About the Series: For over 100 years Oxford World's Classics has
made available the broadest spectrum of literature from around the
globe. Each affordable volume reflects Oxford's commitment to
scholarship, providing the most accurate text plus a wealth of
other valuable features, including expert introductions by leading
authorities, voluminous notes to clarify the text, up-to-date
bibliographies for further study, and much more.
This book explores how the different forms of government and
political factions in the Italian city states c. 1240-1400 used
sculpture in different ways to express their ideals and
achievements. It examines favoured themes in the republics
(Florence, Siena, Venice et al), in the kingdom of Naples and at
the courts of the signori (Milan, Verona and Arezzo). It
demonstrates how republican art tended to eschew the celebration of
statesmen in favour of the state. Deprived of a political
figurehead republican regimes resorted to symbolism and allegory to
express the city's identity and ideals. As in their chronicles,
their art celebrates the ancient origins of the city and its
founders, its famous men and patron saints, and its qualities of
charity, justice and prosperity.
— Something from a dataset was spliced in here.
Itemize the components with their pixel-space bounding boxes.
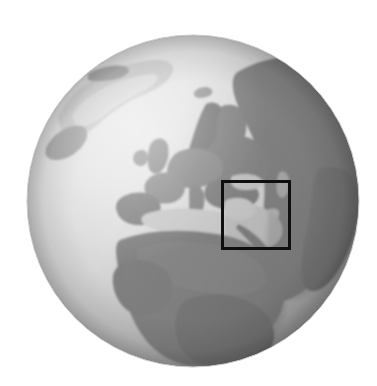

It promotes the virtues of work
and chooses its 'heroes' from among the intellectual and military
classes while restricting the freedom of expression of the rich and
the politically powerful. Quite different was the sculpture of the
signori. It formed part of a ruler cult. The lord's image, heraldry
and inscribed name were ubiquitous throughout the city.
Magnificence of scale and decoration in his buildings and his art
were calculated signs of power to impress his subjects and to
discourage opposition. His tomb imagery was often secular in
content and emphasized the lord's achievements: his military
virtues and his conquest of land, his legitimacy as ruler, his
patronage and beneficence towards his people, and the superiority
of seigneurial to communal rule. Different again was the court
sculpture of the Angevin monarchs in Naples. In the numerous and
strikingly original tombs of members of the royal house the
Angevins emphasized their piety and virtue as a way of ingratiating
themselves with their people and their allies. They focused on the
saints in their extended family and their distinctive relations
with the church and the royal house of France. King Robert was
particularly active as a propagandist. His sense of royal power was
distinctive. Committedly non-militaristic as a ruler he emphasized
instead his piety, wisdom and learning, and his affection for his
people and all of these themes were once discernible in his
colossal monument. Additionally his tomb was employed by his heirs
to address concerns over the succession. The civic sculpture of the
republics, then, was motivated by the ideal of 'the common good'
and the attempt to foster community spirit; that of the signori by
realpolitik and a sense of anxiety about their precarious rule.
Republicans and signori saw their forms of government in opposition
to each other and their art reflects this. Angevin sculpture was
quite distinct. An eclectic mix of French, Tuscan and imperial
influences its role was to burnish the image of the king and his
family, to convey their values and ideals and, when needed, to make
clear the monarch's position on issues that concerned the kingdom.